As our various branches of government and its attendant punditocracy proceed to blame each other for the shutdown, who is taking the greatest hit?
Surprise – it’s kids. Again.
Writing in Parents magazine, Julia Haskins inventories the range of services curtailed by the shutdown which impact families, ranging from food safety to flu shots to social service block grants. Alan Pyke at ThinkProgress reports that funding for WIC — a generally unassailable public program which provides nutrition assistance to at-risk mothers, infants, and children – may cease completely if the shutdown continues long enough. And EdWeek notes that 19,000 children may lose access to Head Start, although the shutdown would not affect all children at once.
Because most services for families are administered at the state or local level, states have some flexibility in using leftover funds to continue providing services, according to Zero To Three. These funds will soon run out, however. For example, the USDA estimates that states have about a week’s worth of funds to continue their programs until the coffers are empty.
It seems likely that government will heroically reunite to avoid a default on the national debt, which would occur around October 17. But in the meantime, the very families who most need assistance will need to sweat it out. Even after the current crisis is resolved, the political atmosphere which created it will remain. And if that poisoned atmosphere has been nourished by gerrymandering and partisanship, its seed remains the federal budget. House Republicans have made budget cuts the ransom demanded for negotiation, and thus have, at least for the time being, focused their party’s platform almost exclusively on budget reductions.
Plausible arguments exist on each side of the budget argument, but no matter one’s political party, reducing funding for early childhood programs is bad policy and bad economics. As James Heckman and others have demonstrated, investing in high-quality early childhood programs is good for kids, good for families, and good for the economy.
Of course, not all early childhood programs are created equal. But the best ones, when implemented correctly, have demonstrated positive effects on the economy. So when it comes to funding programs for young kids, we should not be arguing whether – but how.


■ EXERCISE DETAILS
Scan the material for the word "wheelchair" and return every matching line.

■ DATA SHOWN

*-*-*

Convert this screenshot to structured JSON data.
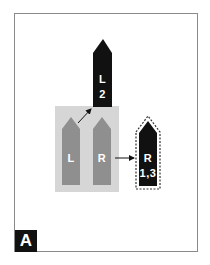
{
  "diagram": {
    "panel_label": "A",
    "colors": {
      "frame": "#8a8a8a",
      "group_background": "#d6d6d6",
      "gray_arrow": "#8f8f8f",
      "black_arrow": "#111111",
      "text": "#ffffff"
    },
    "source_group": {
      "arrows": [
        {
          "id": "left",
          "label": "L"
        },
        {
          "id": "right",
          "label": "R"
        }
      ]
    },
    "targets": [
      {
        "id": "top",
        "line1": "L",
        "line2": "2",
        "from": "left",
        "dashed_outline": false
      },
      {
        "id": "right",
        "line1": "R",
        "line2": "1,3",
        "from": "right",
        "dashed_outline": true
      }
    ]
  }
}
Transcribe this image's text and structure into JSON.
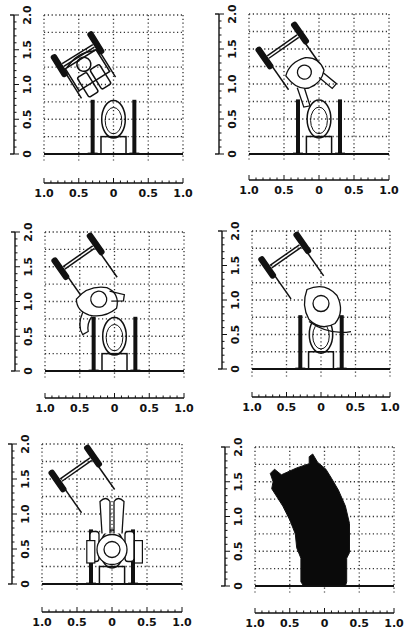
{
  "figure": {
    "colors": {
      "ink": "#111111",
      "grid": "#333333",
      "background": "#ffffff",
      "fill_area": "#0a0a0a"
    },
    "axes": {
      "x_ticks": [
        "1.0",
        "0.5",
        "0",
        "0.5",
        "1.0"
      ],
      "y_ticks": [
        "0",
        "0.5",
        "1.0",
        "1.5",
        "2.0"
      ],
      "x_range": [
        -1.0,
        1.0
      ],
      "y_range": [
        0,
        2.0
      ],
      "grid_step": 0.25,
      "grid_style": "dotted"
    },
    "panels": [
      {
        "id": 1,
        "position": "top-left",
        "stage": "approach - wheelchair angled, occupant seated"
      },
      {
        "id": 2,
        "position": "top-right",
        "stage": "occupant leaning forward out of wheelchair"
      },
      {
        "id": 3,
        "position": "middle-left",
        "stage": "occupant rising, hands reaching toward left grab bar"
      },
      {
        "id": 4,
        "position": "middle-right",
        "stage": "occupant pivoting over toilet bowl"
      },
      {
        "id": 5,
        "position": "bottom-left",
        "stage": "occupant seated on toilet, holding both grab bars"
      },
      {
        "id": 6,
        "position": "bottom-right",
        "stage": "composite swept area (filled silhouette)"
      }
    ],
    "fixtures": {
      "toilet_bowl": "oval, centered at x=0, y≈0.25-0.75",
      "cistern": "rectangle, x≈-0.18..0.18, y≈0..0.25",
      "grab_bars": "vertical bars at x≈-0.30 and x≈+0.30, y 0..0.78",
      "floor_line": "y=0 from x=-1 to 1"
    }
  }
}
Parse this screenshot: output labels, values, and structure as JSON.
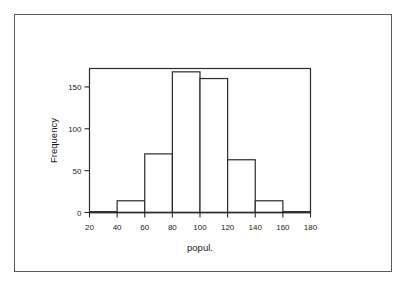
{
  "figure": {
    "background_color": "#ffffff",
    "border_color": "#5a5a5a",
    "axis_color": "#2b2b2b",
    "bar_edge_color": "#2b2b2b",
    "bar_fill_color": "#ffffff"
  },
  "chart_data": {
    "type": "bar",
    "title": "",
    "subtitle": "",
    "xlabel": "popul.",
    "ylabel": "Frequency",
    "categories": [
      "20-40",
      "40-60",
      "60-80",
      "80-100",
      "100-120",
      "120-140",
      "140-160",
      "160-180"
    ],
    "bin_edges": [
      20,
      40,
      60,
      80,
      100,
      120,
      140,
      160,
      180
    ],
    "values": [
      1,
      14,
      70,
      168,
      160,
      63,
      14,
      1
    ],
    "xlim": [
      20,
      180
    ],
    "ylim": [
      0,
      172
    ],
    "xticks": [
      20,
      40,
      60,
      80,
      100,
      120,
      140,
      160,
      180
    ],
    "xtick_labels": [
      "20",
      "40",
      "60",
      "80",
      "100",
      "120",
      "140",
      "160",
      "180"
    ],
    "yticks": [
      0,
      50,
      100,
      150
    ],
    "ytick_labels": [
      "0",
      "50",
      "100",
      "150"
    ],
    "grid": false,
    "legend": null,
    "legend_position": "none",
    "annotations": []
  }
}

*-*-*

■ ANSWER SPACE
        "stage": "approach - wheelchair angled, occupant seated"
        "stage": "occupant leaning forward out of wheelchair"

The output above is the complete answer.